More than six months into the pandemic, the coronavirus has infected more than 11 million people worldwide, killing more than 525,000.

Although she did not note this, 0.6 percent of the world’s population is 47 million people, and 0.6 percent of the American population is 2 million people.

At present, countries have very different case fatality rates, or C.F.R.’s, which measure deaths among patients known to have had Covid-19.

In most cases, that number is highest in countries that have had the virus the longest.

The United States was very close to that mark.

Those percentages are far higher rates than the 2.5 percent death rate often ascribed to the 1918 flu pandemic.

In the chaos that ensues when a new virus hits a city hard, thousands of people may die and be buried without ever being tested, and certainly without them all being autopsied.

Ten sizable countries, most of them in Western Europe, have tested bigger percentages of their populations than has the United States, according to Worldometer, which gathers statistics.

But their case fatality rates vary wildly: Iceland’s is less than 1 percent, New Zealand’s and Israel’s are below 2 percent.

Both figures — the infection fatality rate and the case fatality rate — can differ quite a bit by country.

Conversely, the figures should be higher in countries that lack oxygen tanks, ventilators and dialysis machines, and where many people live far from hospitals.

The C.D.C.’s estimate for the United States is lower: an I.F.R of 0.4 percent, according to a set of planning scenarios released in late May.

By comparison, 0.4 percent of the United States population is 1.3 million people.

To arrive at the C.D.C.’s new estimate, researchers tested samples from 11,933 people for antibodies to the coronavirus in six regions in the United States.

But the death rates may also shift in wealthier northern countries as winter approaches.

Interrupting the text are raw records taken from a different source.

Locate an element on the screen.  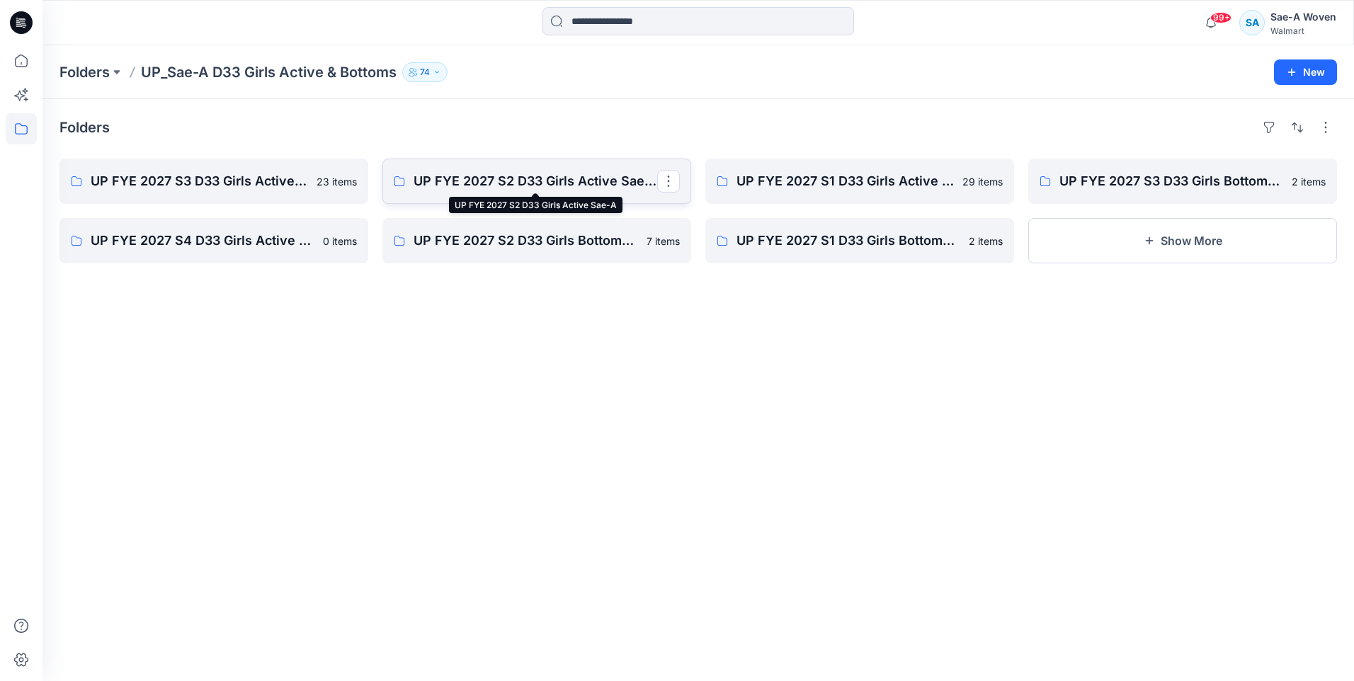
p: UP FYE 2027 S2 D33 Girls Active Sae-A is located at coordinates (535, 181).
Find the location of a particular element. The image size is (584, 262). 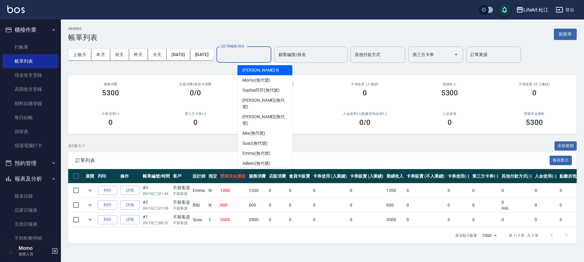

a: 每日結帳 is located at coordinates (30, 117).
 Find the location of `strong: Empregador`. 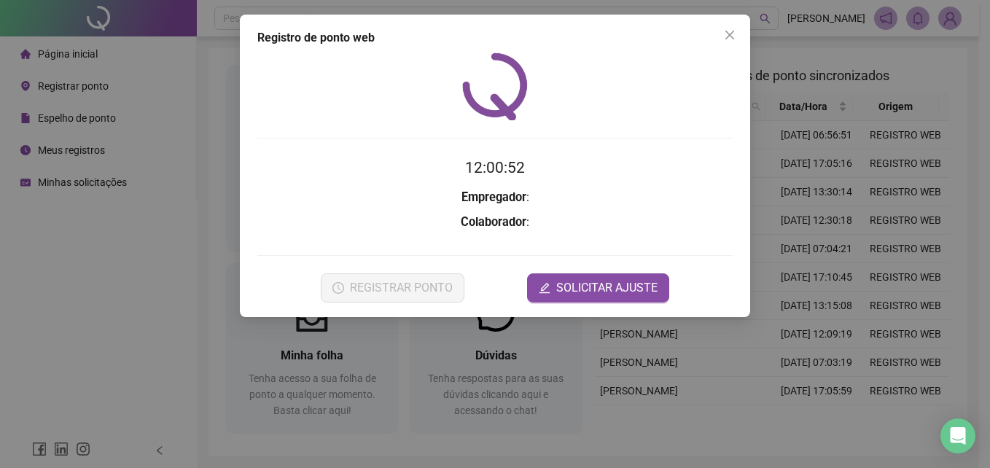

strong: Empregador is located at coordinates (494, 197).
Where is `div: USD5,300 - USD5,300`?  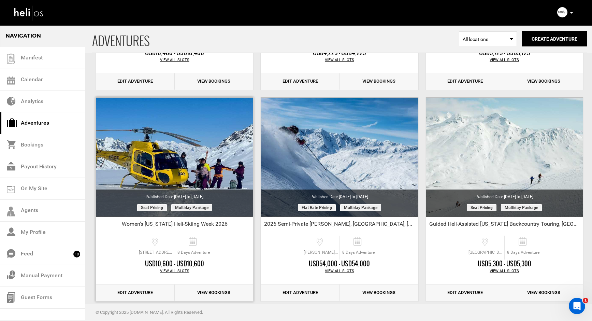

In each of the eight influenza pandemics to hit the United States since 1763, a relatively mild first wave — no matter what time of year it arrived — was followed by a larger, much more lethal wave a few months later, noted Michael T.

More than a third of all the people killed by the Spanish flu, which lasted from March 1918 to late 1920, died in the short stretch between September and December 1918 — about six months after a first, relatively mild version of what may have been the same virus broke out in western Kansas.